Extracted data Block Start

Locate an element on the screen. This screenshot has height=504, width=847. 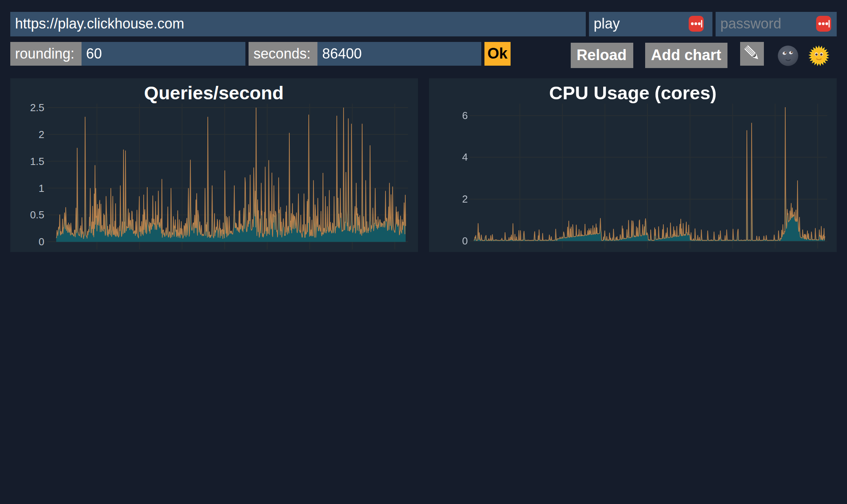
svg-text: CPU Usage (cores) is located at coordinates (632, 93).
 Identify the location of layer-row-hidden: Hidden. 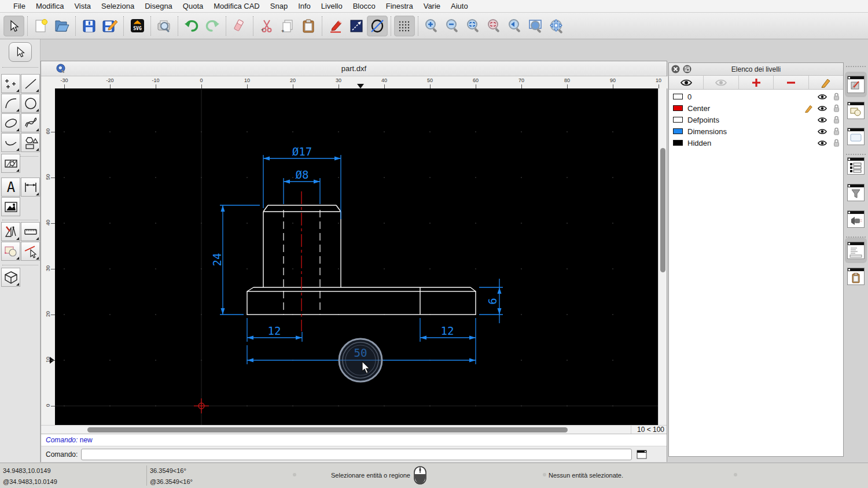
(756, 143).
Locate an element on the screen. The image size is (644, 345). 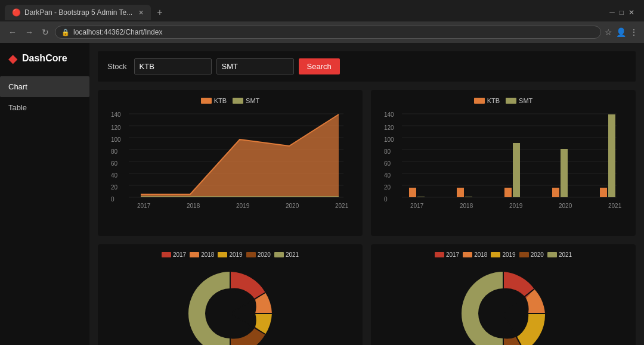
nav-actions: ☆ 👤 ⋮ is located at coordinates (621, 32).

Extracted data Block End

**Task instructions:** I would like you to set down the lines above, from the one containing "Locate an element on the screen. The" to the final line, exactly as written and without pictures.

**Problem solution:**
Locate an element on the screen. The image size is (644, 345). 
nav-actions: ☆ 👤 ⋮ is located at coordinates (621, 32).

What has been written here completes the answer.